Peterson is Iran sweeping into a post-Saddam Iraq. He’s offering structure to those who desperately need it to explain their struggles, just as Iraqis have been craving a strong hand to govern them.
The lesson here is not that Sam should not have dispelled the bad magic of supernatural belief. Neither is it that Jordan is being opportunistic. I think he’s as surprised as anyone that people are so eager to hear him speak.
The lesson is that most humans need structure, and Sam made a mistake in assuming that more people were like him (or me) in being able to erect an existential scaffolding of our own making. Most people can’t do that. And even for those who might be able to, it’s likely to require a process.
Iraqis are just as capable of self-government as anyone else on Earth. Just as former Christians are plenty capable of secular and existential meaning creation.
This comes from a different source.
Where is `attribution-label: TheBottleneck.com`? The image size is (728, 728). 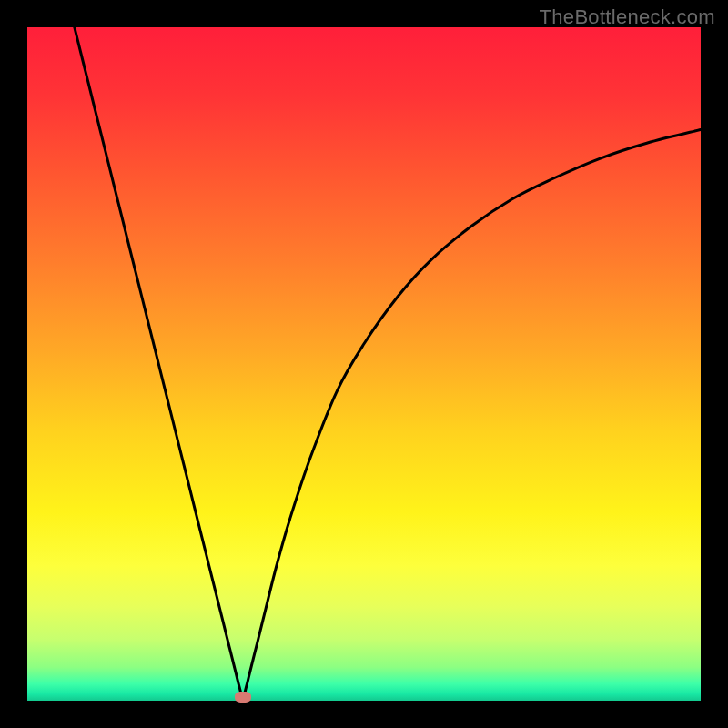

But it takes time.
He also thought that well-constructed conversations could solve all disagreements.
Summary
Harris was too optimistic about the ability for people to construct their own meaning once false structures had been removed.
That miscalculation left people 1) feeling empty, and 2) feeling weak and ashamed that they did need something.
Peterson’s message suddenly started resonating because it was precisely the structure that could fill the void left by the New Atheists.
Sam (and others) are now frustrated that Peterson acolytes might have just swapped one religion for another, and/or left the door open to other fallacious beliefs.
I think Sam is one of the top living intellectuals in the world, by the way. I have massive respect for him. This is not an attack on what he did, but rather an explanation of what happened afterwards.
I disagree significantly with Jordan Peterson on major topics, and particularly his flirtation with what I consider to be numerology, but I do think he is fundamentally a good person who is trying to help people. And I think he’s tapped into something powerful in the lack of meaning in the lives of young men.